Remainder

Remainder (2015)

Remainder first published by VODzilla.co

Tom McCarthy’s 2005 novel Remainder concerns an unnamed man who has been left hospitalised and comatose after a freak head injury from “something falling from the sky”, and who, once he has awoken, must undergo the slow, repetitive business of physical rehabilitation, mental recuperation, and the gradual recovery of his fragmented, traumatised identity through elaborately, obsessively staged reconstructions of partial memories and media events. It is also, in its way, a story about movie production. “My memory had come back to me in moving images,” the novel’s protagonist narrates, “like a film run in instalments”. After scouting locations and auditioning actors to help realise the “vision”, he even hires a movie set designer and props master. After all, he is to be both director and bemused hero of his own costly (re)production, and “the activity that it most closely resembles is filmmaking.”

So it makes good self-referential sense that Berlin-based contemporary video artist Omer Fast should adapt this work in much the same way that its main character (now named Tom and played in a compulsive daze by Tom Sturridge) adapts his shattered life. Even as writer/director Fast painstakingly restages scenes (of, precisely, restaging) from the book – in particular the not-all-there hero’s purchase and refurbishment of an entire apartment building for the reenactment, with a large cast and crew, of his sensual, impressionistic memories – Fast also reinvents many details of the novel’s plot, while bringing in some new ideas and associations. Now, in the carefully orchestrated opening (and primal) scene, we actually see the shattering accident that was left so vague in the novel – and we also glimpse (without at first, or possibly ever, fully understanding) the crucial circumstances leading up to it. Now Tom’s friend Greg (Ed Speelers) also works for the lawyer (Nicholas Farrell) who wins Tom his unprecedented 812 million pound settlement for damages (the same number as the title of Federico Fellini’s 1963 film of memory and metacinema). Now Tom’s American visitor Catherine (Cush Jumbo) is an employee at a “posh bank”, was once married to Greg, and plays an altogether more significant rôle in events (whether past or present). Now Tom’s facilitator/producer Naz (Arsher Ali) comes with his BlackBerry upgraded to an iPad. Where in the novel the protagonist was on a damaged quest for authenticity, here Tom is in pursuit of a specific, elusive memory about a boy (Finlay Norman) who – at least at first – appears to be Tom’s forgotten childhood self.

As Tom cycles through his control-freak routines, struggling to retrieve a truth that he can only intuit through ghostly apparitions and trance-like hallucinations, Fast offers a disorienting, troublesome portrait of a blank-slate everyman who in fact comes, like all of us, with his own peculiar specificity and history. Viewers are left uncertain as to where coma ends and recovery begins, or as to what is Tom’s fixed past and what his evolving present. Everything that happens on-screen plays out like a recurring nightmare in a damaged brain, with time and space all mixed up in a loop that decays and degrades without every fully closing. “A never-ending dream of repetitive jerky movements” is how Tom, early on in the film, describes his prolonged hospital stay – yet those words serve equally to characterise not only all his subsequent actions and experiences, but also, as his beautifully written final lines (original to the film) reveal, something more universal about the human condition itself.

So while it replays scenarios familiar from an enigmatic amnesiac thriller, the preoccupations of Remainder are of a decidedly existential bent, far closer to the Möbius-strip narrative and reproductive mania of Synecdoche, New York (2008) than to the braindead genre shenanigans of, say, Before I Go To Sleep (2014). It is an extraordinary feature debut, boldly bewildering, and confident enough in its audience’s intelligence to leave to us the ultimate reconstruction of its mysteries. Expect it to be spinning and spiralling in your brain for days afterwards.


■ Try it ■
Your job is to retype all of the data word for word, leaving every image out.

■ Material for the task ■

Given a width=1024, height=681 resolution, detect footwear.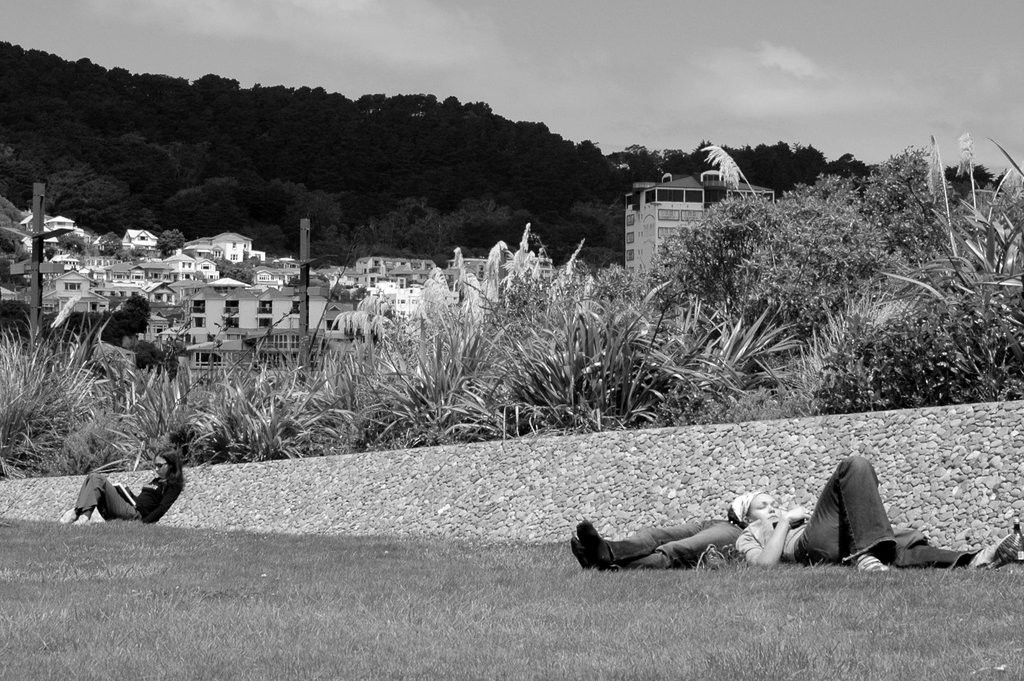
select_region(578, 524, 616, 570).
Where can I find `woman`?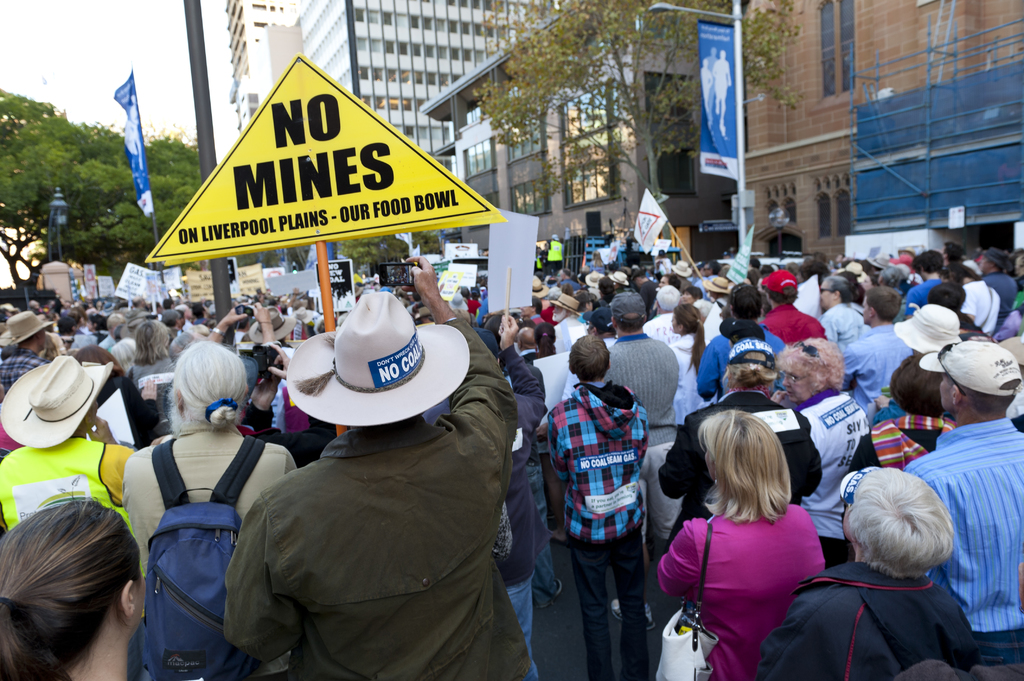
You can find it at [x1=655, y1=408, x2=826, y2=680].
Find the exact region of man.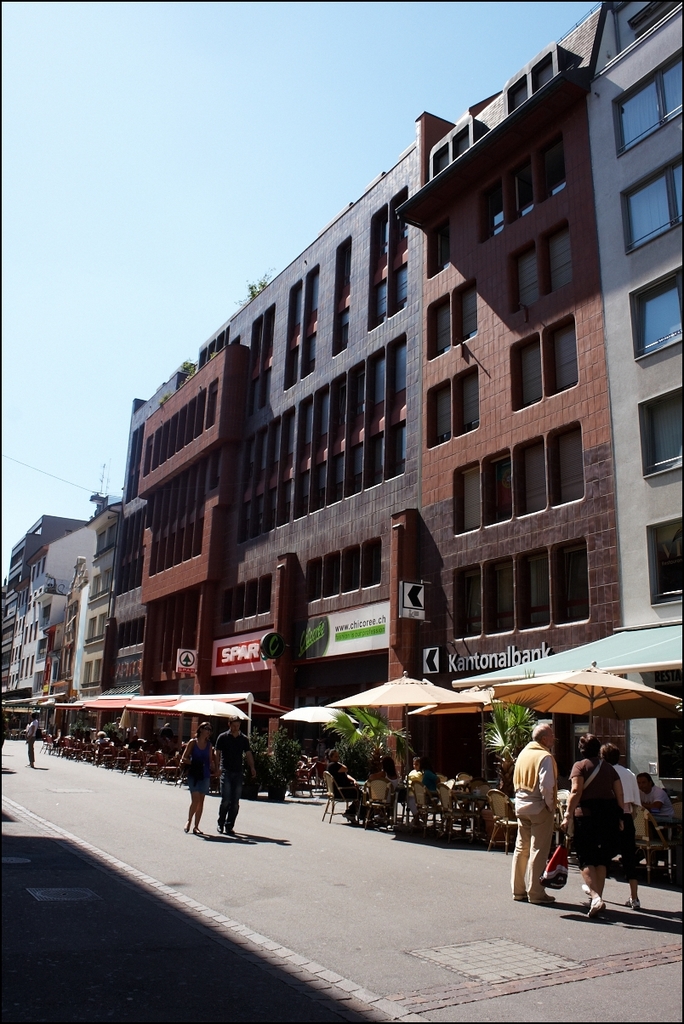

■ Expected answer ■
Given a width=1024, height=681 resolution, detect footwear.
select_region(578, 524, 616, 570).
Where can I find `woman`?
You can find it at [x1=655, y1=408, x2=826, y2=680].
Find the exact region of man.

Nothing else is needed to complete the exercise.